RE: Real tape drive densities

2016-02-13 Thread CuriousMarc
> So, apparently my NRZI 9 track drive has the density option included, and
I don't know if there were any other 200/556 bpi 9 track drives out there. 
> When we got the drive I had hoped it would be a 7 track drive, but it
isn't.
Now I finally get it. NRZI, 200, 556 and 800 densities, but in 9 track all
the time. That's weird. You'd think the lower densities would be for 7
track. Could it be that it is a read-only for 7 tracks at lower density, but
a read/write at 800 for 9 tracks?
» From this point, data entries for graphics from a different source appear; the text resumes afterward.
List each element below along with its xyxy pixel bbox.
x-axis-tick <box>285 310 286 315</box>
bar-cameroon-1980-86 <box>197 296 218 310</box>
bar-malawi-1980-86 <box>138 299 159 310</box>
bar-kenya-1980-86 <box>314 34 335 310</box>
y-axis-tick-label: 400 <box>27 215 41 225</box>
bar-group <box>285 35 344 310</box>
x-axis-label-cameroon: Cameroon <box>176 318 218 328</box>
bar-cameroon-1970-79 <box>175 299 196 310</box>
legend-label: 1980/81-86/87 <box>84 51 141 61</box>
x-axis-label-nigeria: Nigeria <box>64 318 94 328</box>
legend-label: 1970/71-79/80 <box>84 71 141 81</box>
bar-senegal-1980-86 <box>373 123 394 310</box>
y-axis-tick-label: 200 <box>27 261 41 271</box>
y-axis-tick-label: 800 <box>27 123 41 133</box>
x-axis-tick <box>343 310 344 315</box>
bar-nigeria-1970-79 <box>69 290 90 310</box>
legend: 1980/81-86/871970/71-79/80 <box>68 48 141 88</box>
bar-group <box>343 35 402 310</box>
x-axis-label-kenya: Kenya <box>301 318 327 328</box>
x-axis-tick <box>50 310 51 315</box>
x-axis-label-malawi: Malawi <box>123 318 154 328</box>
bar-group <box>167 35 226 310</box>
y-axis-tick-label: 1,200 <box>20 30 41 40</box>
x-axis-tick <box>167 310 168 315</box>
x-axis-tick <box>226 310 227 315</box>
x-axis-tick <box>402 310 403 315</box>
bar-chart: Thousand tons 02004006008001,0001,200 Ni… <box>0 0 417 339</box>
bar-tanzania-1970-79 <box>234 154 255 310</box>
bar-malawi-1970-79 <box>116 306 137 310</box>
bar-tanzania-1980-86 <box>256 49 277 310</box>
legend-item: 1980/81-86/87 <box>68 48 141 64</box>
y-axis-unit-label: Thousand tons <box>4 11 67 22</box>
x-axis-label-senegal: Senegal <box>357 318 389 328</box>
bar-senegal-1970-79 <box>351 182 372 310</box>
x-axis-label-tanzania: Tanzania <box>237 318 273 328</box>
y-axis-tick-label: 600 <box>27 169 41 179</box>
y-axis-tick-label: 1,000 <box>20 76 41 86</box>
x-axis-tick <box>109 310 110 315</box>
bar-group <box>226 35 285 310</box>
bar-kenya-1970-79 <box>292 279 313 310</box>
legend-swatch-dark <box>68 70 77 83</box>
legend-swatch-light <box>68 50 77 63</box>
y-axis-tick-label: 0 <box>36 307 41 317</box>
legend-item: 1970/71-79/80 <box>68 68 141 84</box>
If you looked at the head you might be
able to confirm if it has a dual 7 track / 9 track head.
Marc





Re: Stuck bits on 11/73 Clearpoint 4MB memory - how to repair?

2016-02-13 Thread John Robertson

On 02/12/2016 6:55 PM, Jay Jaeger wrote:

On 2/12/2016 5:32 PM, Jacob Ritorto wrote:

Hi,
 Seems I have bits 4 and 3 sticking on my Clearpoint QRAM-2-SAB-1 88b
4MB memory in my pdp11/73.

 Can anyone offer hints as to how to identify which component is broken
and how to go about repairing this?

 It's the only memory board in this machine, so I guess the problem
might actually be a bus or processor board, right?  I have no other q-bus
memory to test with, so can't do swapping / process of elimination to be
sure.

 Here's the manual:
http://www.arclightindustries.com/docs/Clearpoint-88B.pdf (which I probably
should add to manx or archive.org or something).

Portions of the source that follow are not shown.